Free translatorFree translator
Synonyms, antonyms, pronunciation

  Home
English Dictionary      examples: 'day', 'get rid of', 'New York Bay'




Hornpipe   /hˈɔrnpaɪp/   Listen
Hornpipe

noun
1.
A British solo dance performed by sailors.
2.
Music for dancing the hornpipe.
3.
An ancient (now obsolete) single-reed woodwind; usually made of bone.  Synonyms: pibgorn, stockhorn.






WordNet 3.0 © 2010 Princeton University








Advanced search
     Find words:
Starting with
Ending with
Containing
Matching a pattern  

Synonyms
Antonyms
Quotes
Words linked to  

only single words



Share |





"Hornpipe" Quotes from Famous Books



... interest in him till being persuaded to play the fiddle he sat in the "social room," and sawed away on "Honest John," "The Devil's Dream," "Haste to the Wedding," and "The Fisher's Hornpipe." He lost all sense of being a millionnaire, and returned to his simple, unsophisticated self.

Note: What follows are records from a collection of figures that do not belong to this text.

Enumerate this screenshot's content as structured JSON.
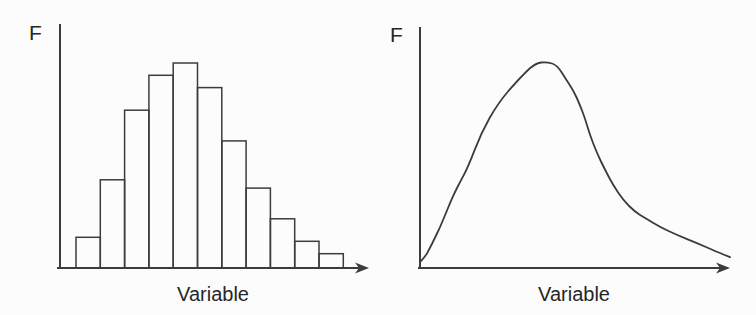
{
  "figure": {
    "background": "#fcfcfc",
    "line_color": "#3c3c3c",
    "text_color": "#262626"
  },
  "chart_data": [
    {
      "type": "bar",
      "title": "",
      "xlabel": "Variable",
      "ylabel": "F",
      "categories": [
        1,
        2,
        3,
        4,
        5,
        6,
        7,
        8,
        9,
        10,
        11
      ],
      "values": [
        0.15,
        0.43,
        0.77,
        0.94,
        1.0,
        0.88,
        0.62,
        0.39,
        0.24,
        0.13,
        0.07
      ],
      "ylim": [
        0,
        1.05
      ],
      "xlim": [
        0,
        12
      ],
      "grid": false,
      "bar_fill": "none",
      "tick_labels_shown": false
    },
    {
      "type": "line",
      "title": "",
      "xlabel": "Variable",
      "ylabel": "F",
      "x": [
        0.0,
        0.016,
        0.032,
        0.048,
        0.065,
        0.081,
        0.097,
        0.113,
        0.129,
        0.155,
        0.197,
        0.252,
        0.316,
        0.371,
        0.41,
        0.442,
        0.468,
        0.494,
        0.516,
        0.532,
        0.548,
        0.571,
        0.597,
        0.623,
        0.655,
        0.694,
        0.726,
        0.774,
        0.829,
        0.894,
        0.958,
        1.0
      ],
      "y": [
        0.029,
        0.053,
        0.097,
        0.146,
        0.199,
        0.257,
        0.316,
        0.369,
        0.417,
        0.49,
        0.655,
        0.801,
        0.913,
        0.995,
        1.0,
        0.985,
        0.922,
        0.864,
        0.791,
        0.728,
        0.646,
        0.558,
        0.476,
        0.403,
        0.33,
        0.272,
        0.243,
        0.199,
        0.16,
        0.121,
        0.078,
        0.053
      ],
      "xlim": [
        0,
        1
      ],
      "ylim": [
        0,
        1.05
      ],
      "grid": false,
      "tick_labels_shown": false
    }
  ]
}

The others cheered him because he had gold. I cheered him because he was a good old ...
— The Trail of the Goldseekers - A Record of Travel in Prose and Verse • Hamlin Garland

... measure, and of the very best material. I had them made by the firm I have always regarded as the best in that branch. How, then, shall I describe our grief when, on the day we were to wear our beautiful sea-boots, we discovered that most of them were useless? Some of the men could dance a hornpipe in theirs without taking the boots off the deck. Others, by exerting all their strength, could not squeeze their foot through the narrow way and reach paradise. The leg was so narrow that even the most delicate little foot could not get through it, and to make up for this the foot ...
— The South Pole, Volumes 1 and 2 • Roald Amundsen

... a hornpipe, miss, to the tune of the Swaggerin' Jig, upon the kitchen table," she proceeded; "and, sorra be off me, but it would do your heart good to see the springs he would give—every one o' them a yard high—and to hear how he'd crack ...
— The Black Baronet; or, The Chronicles Of Ballytrain - The Works of William Carleton, Volume One • William Carleton

... railings of the steamer, still wet from the clinging mist, shone and gleamed and sparkled in the sun like one gigantic diamond. Even the sailors sang as they worked, and one of them went so far as to attempt a sailor's hornpipe on the slippery deck, to the great amusement of ...
— Lucile Triumphant • Elizabeth M. Duffield

... very much; and to show how the esprit de corps in Her Majesty's Ships-of-War is preserved, I will now dance the Sailor's Hornpipe. ...
— Punch, or the London Charivari, Volume 104, January 14, 1893 • Various

... in the great world. He could describe the jewels which bound the hair of the Queen of Bohemia, and he had seen the hood in which Anne of Austria ensnared the aspiring heart of the Duke of Buckingham; beside, he led off the dance with matchless grace, and to their native hornpipe enabled them to add the travelled accomplishments of the galliard and saraband. What a concentration of agreeable qualities! It must be owing to the invincible pressure of secret uneasiness, and not to a suspicion of the cordiality with which his entertainers welcomed him, if ...
— The Loyalists, Vol. 1-3 - An Historical Novel • Jane West

... Introduction, of music amongst the lower classes. Here were 24 good glee singers, with the single defect that their tenors were very weak, 'most of them means [altos] and basses.' The Puritan was most accommodating, and his singing the words of psalms to the tune of the hornpipe would tend to shew that the Old Adam was not all put away as yet. His compromise with his conscience reminds one of the old stories (all too true) of church singers in the 15th and 16th centuries, who would sing the by no means respectable words of popular comic ditties ...
— Shakespeare and Music - With Illustrations from the Music of the 16th and 17th centuries • Edward W. Naylor

... got 'em down. We've issued some more stock." He leaned on the table and spoke in a confidential tone. "And I reckon Porter'll be doing a hornpipe ...
— The Short Line War • Merwin-Webster

... as it does in youth as well as in old age. The ship's company were looking forward to being relieved, for the frigate had already been the best part of five years on the station. I was learning to knot and splice, and could already perform a hornpipe, if not with much grace, at all events with an exhibition of considerable elastic power, and greatly to the admiration of Toby Kiddle, Pat Brady, and my other friends, as well as my father and mother ...
— Ben Burton - Born and Bred at Sea • W. H. G. Kingston



Words linked to "Hornpipe" :   single-reed woodwind, United Kingdom of Great Britain and Northern Ireland, archaism, folk dance, dance music, United Kingdom, Great Britain, folk dancing, Britain, UK, archaicism, single-reed instrument, U.K.